Inspiration

For many tenants, understanding what to expect from a rental dispute is challenging. Cases involving similar issues, such as mold or heating failures, can have vastly different outcomes. This lack of consistency stems from a few factors: limited access to previous cases, the subjective nature of individual rulings, and the absence of a standardized database for tenant-related administrative decisions. This variability creates a knowledge gap that makes it difficult for advocates to advise clients accurately and for tenants to know their rights.

What it does

RentGuard is a tenant support platform that simplifies access to past cases, offers a chatbot for guidance based on previous rulings, and continuously updates its database with input from CLSEPA and city officials.
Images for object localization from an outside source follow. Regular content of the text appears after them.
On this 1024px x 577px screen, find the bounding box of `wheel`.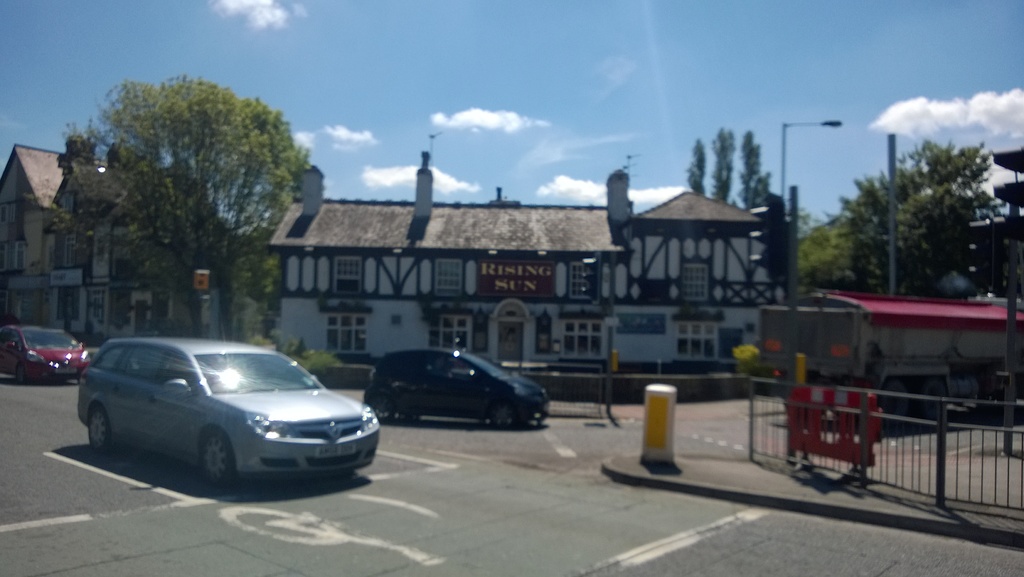
Bounding box: box(13, 361, 26, 392).
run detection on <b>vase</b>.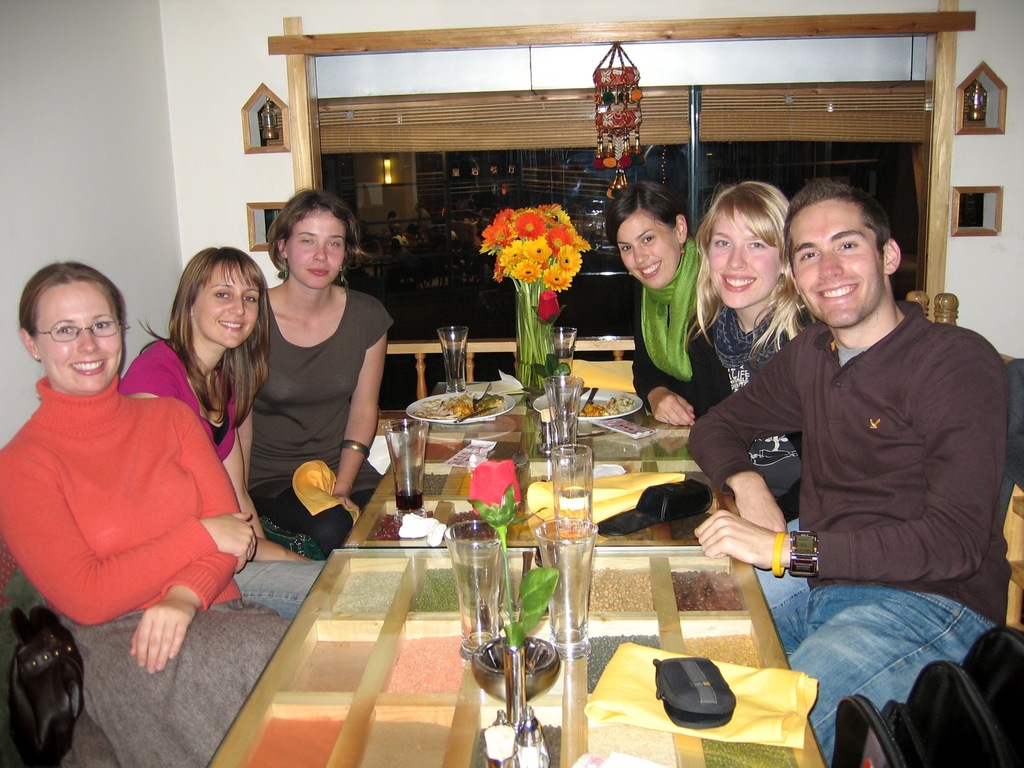
Result: 516 290 563 392.
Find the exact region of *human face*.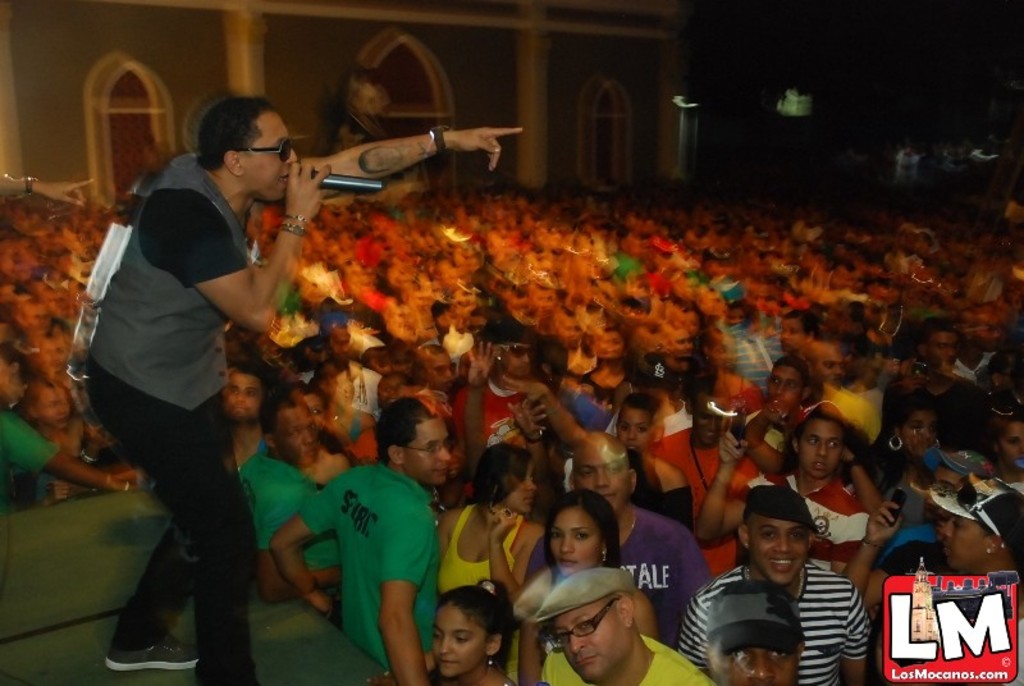
Exact region: <bbox>319, 366, 338, 407</bbox>.
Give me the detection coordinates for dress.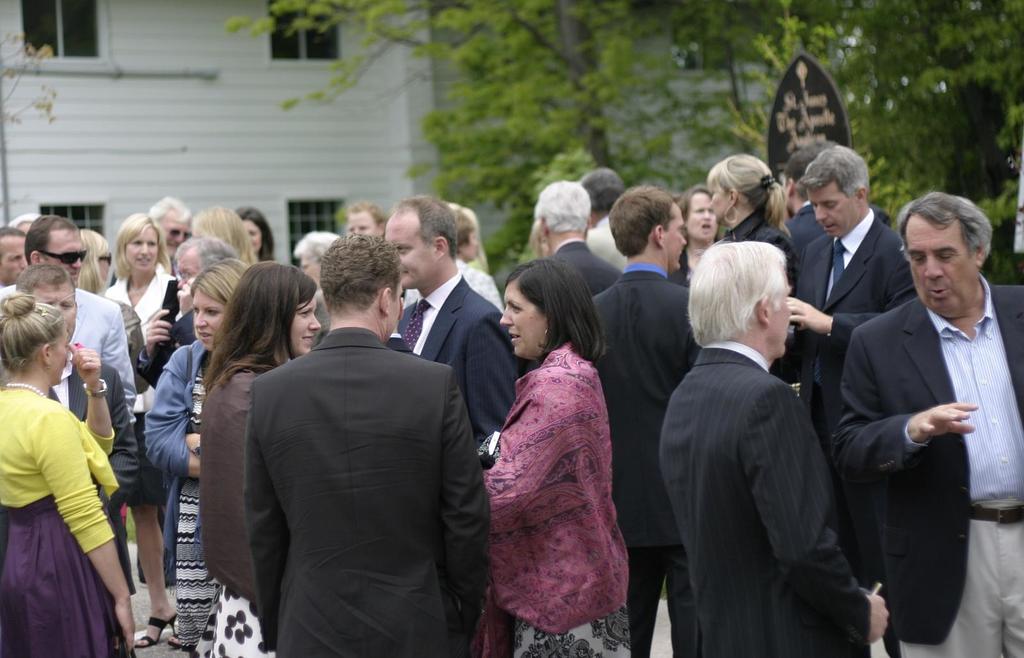
BBox(171, 360, 227, 653).
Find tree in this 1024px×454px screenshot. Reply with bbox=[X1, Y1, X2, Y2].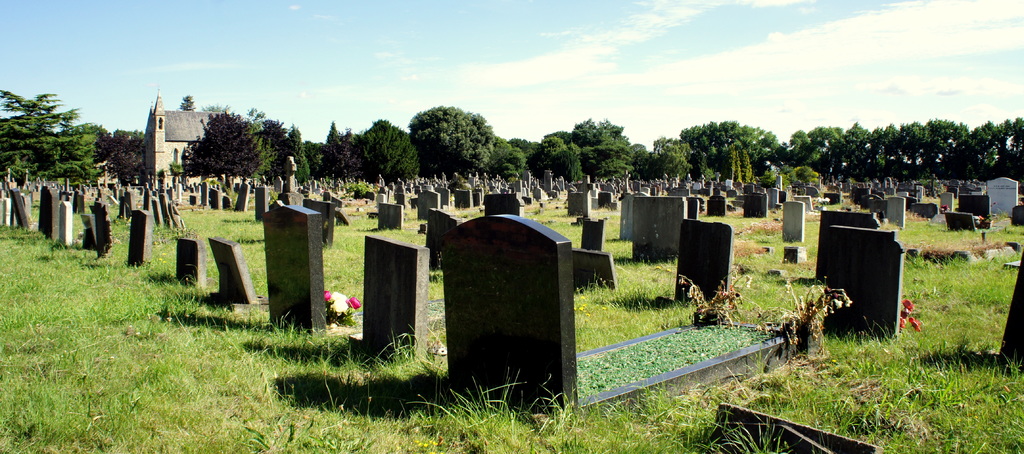
bbox=[532, 133, 579, 170].
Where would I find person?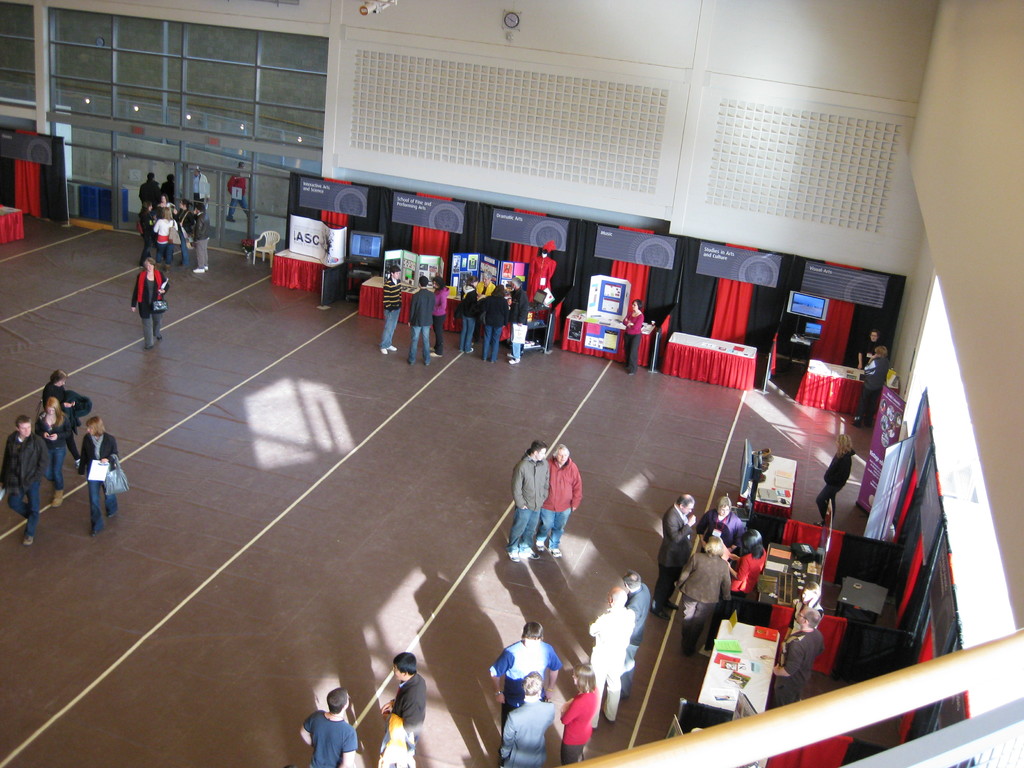
At [x1=817, y1=436, x2=853, y2=525].
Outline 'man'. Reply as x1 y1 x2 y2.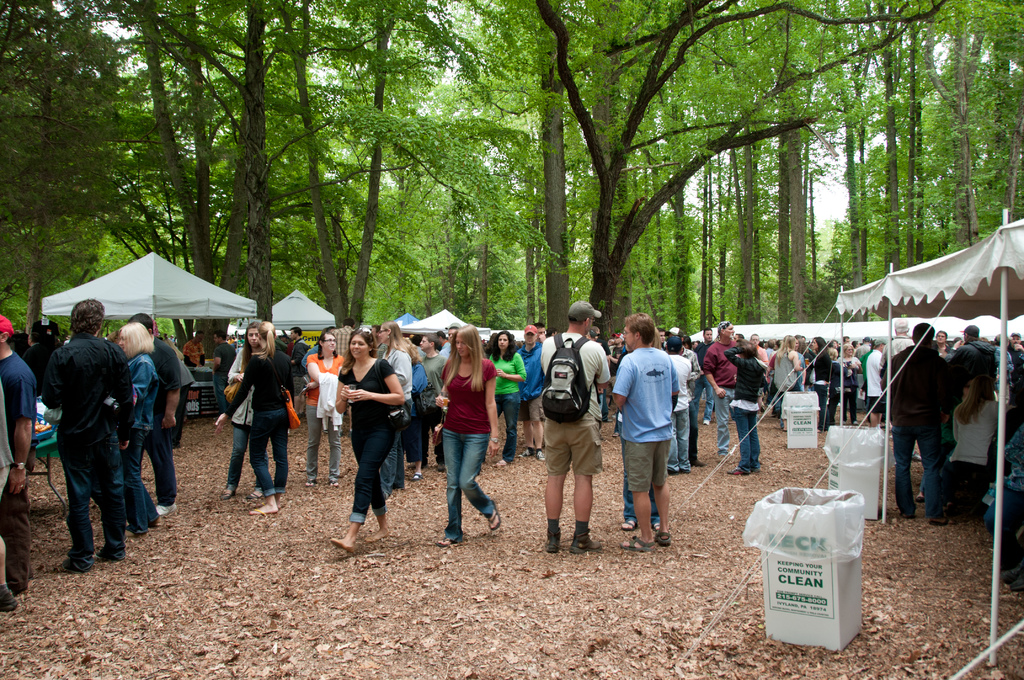
604 311 680 556.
Think of it as a tenant-focused legal research tool—but rather than relying on traditional legal databases, it’s designed specifically for rental disputes and tailored to help tenants and advocates make informed decisions.

RentGuard offers three core features:

  1. A Searchable Case Database – Users can easily search past cases and rulings, filtering by issue type, ruling officer, and awarded damages. This feature allows advocates to view trends and case outcomes to better guide tenants on what to expect.
  2. AI-Powered Chatbot Assistance – Our chatbot provides instant guidance, answering tenants’ common questions based on a growing library of past cases. If a tenant has issues like mold or heating failures, the chatbot helps estimate potential outcomes, offering advice on what to request in a petition.
  3. Real-Time Updates from City Officials – A dedicated portal enables officials to upload new cases and decisions, ensuring our database remains accurate and comprehensive. This keeps the data relevant and valuable as an advocacy tool.

How we built it

The backend was written in golang, and the frontend was written in streamlit, we used a bunch of packages for parsing the PDFs like TesseractOCR and the whole thing is powered by a DuckDB database. We make calls to OpenAI LLM endpoints for chat completions, and use OpenAI's vectorizers to build the vector indexes.

Challenges we ran into

Parsing unstructured documents (PDF) into a structured database to index was harder than anticipated.

What's next for RentGuard

RentGuard has the potential to drive real impact. With data at their fingertips, advocates can advise clients with more confidence, and tenants are empowered to understand what they’re entitled to request. Over time, the database can also serve as a transparency tool, encouraging cities to adopt standardized practices in housing-related rulings. And as tenant advocates, we can better demonstrate the broader need for tenant protections, influencing policy changes that could benefit communities everywhere.